Waffle Shop began as one in a series of boundary-defying public-art projects Rubin undertook with students in the mid-'00s. Many were storefronts with conceptual premises (like a travel agency for imaginary journeys). The idea was to blur the line between commerce, art and social interaction, expanding the definitions of all three.

Waffle Shop is the one that stuck. The joint was a functioning diner, specializing in waffles and coffee. But its stage hosted talk shows that welcomed everyone from local performance artists to everyday people. (You can find video at www.waffleshop.org.)

It probably didn't hurt that Waffle Shop is in the heart of East Liberty's resurgent restaurant and nightlife area, and right around the corner from Shadow Lounge.

Still, says Rubin, Waffle Shop showed "how you could use food as a way of creating audience [and] how food created this great space for talking about politics" and other issues. "It created a site of comfort in public."

Anyone, after all, could wander in for waffles and end up watching an interview with a local artist, a discussion about unemployment or a cooking show, or participating in a Skype discussion with Iranian filmmakers.

Waffle Shop was originally open only on Friday and Saturday nights; the brunch came later. Rubin says that in addition to formal guests, in its four years Waffle Shop hosted between 20,000 and 30,000 people.

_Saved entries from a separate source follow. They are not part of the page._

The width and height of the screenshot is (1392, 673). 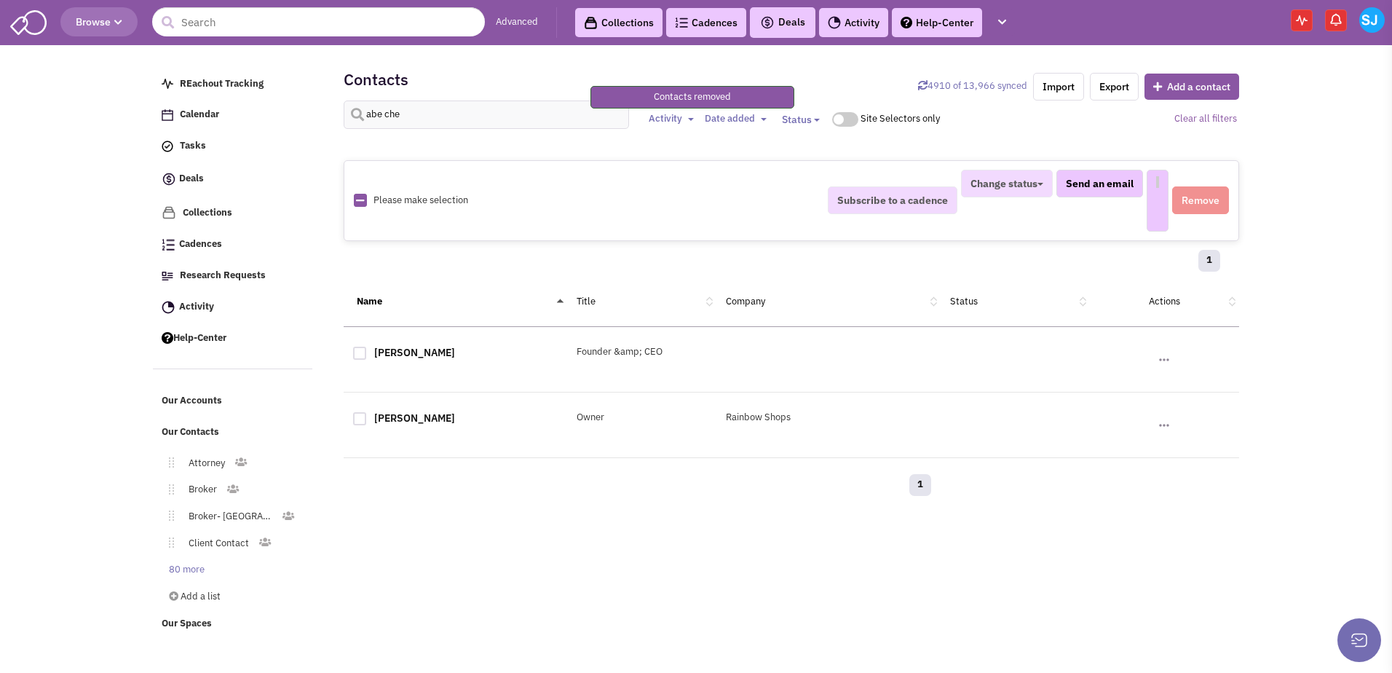 What do you see at coordinates (186, 623) in the screenshot?
I see `span: Our Spaces` at bounding box center [186, 623].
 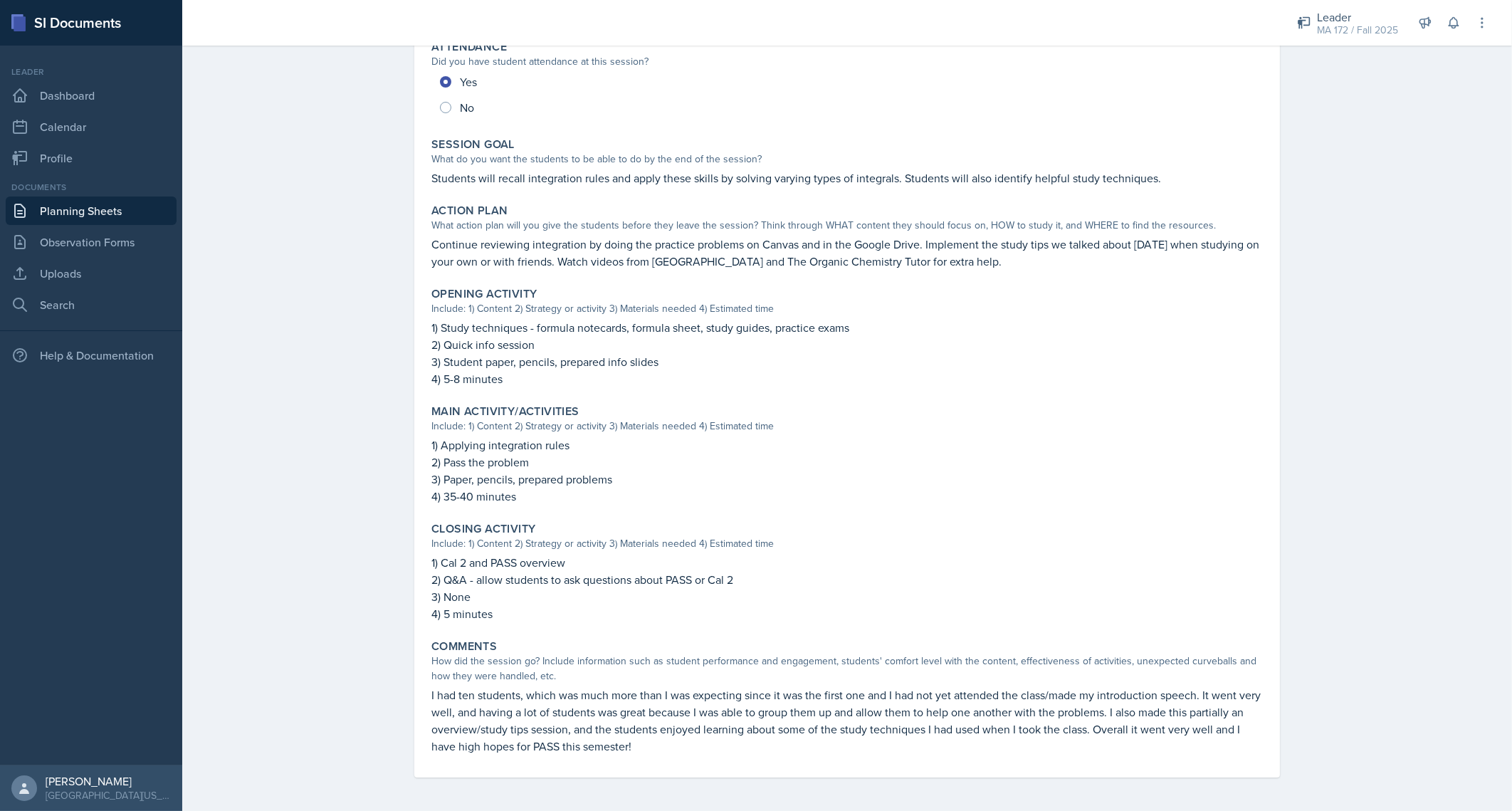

"I couldn't have foreseen that, that people would remain interested in participating in what we were doing," he says.

One performer active at Waffle Shop was Gab Bonesso. In February, the comic staged an "anti-talk show." She played a "childlike adult" living with her parents, whose program was co-hosted by her imaginary friends (as portrayed in the flesh by local actors). "It was everything I ever wanted to do onstage," says Bonesso.

She also hosted somewhat more conventional programs, including a show in which she interviewed children about being bullied.

Bonesso appreciated Waffle Shop as a venue.

"Because of Jon Rubin being so well versed in art, it lets you have zero boundaries," she says. "Literally anything can happen at the Waffle Shop."

"I don't think we have anything like it in Pittsburgh, and I'm sad to see it go," she adds.

Although Waffle Shop had the support of East Liberty Development Inc., building-owner Eve Picker and others, Rubin acknowledges that the project could be a financial strain. The space was rented. "It's a tough go running a restaurant, let alone running a restaurant and a talk show," he says.

To help defray the cost, Rubin says, Waffle Shop will be selling off its distinctive sign, tables and chairs — even the stage.

But Rubin says the main reason for closing the shop is that a sister venture in the same building, Conflict Kitchen, is taking more of his attention. Conflict Kitchen is a take-out window serving a rotating array of street food from countries the U.S. is at odds with, like Iran and Afghanistan. Plans to move Conflict Kitchen Downtown took precedence over continuing Waffle Shop, too.

However, Rubin says that a CMU-based art presence will remain onsite in the form of the billboard atop the Waffle Shop building, bearing provocative messages. So while the storefront will be silent come Sunday, for additional aesthetic stimulation, just look up.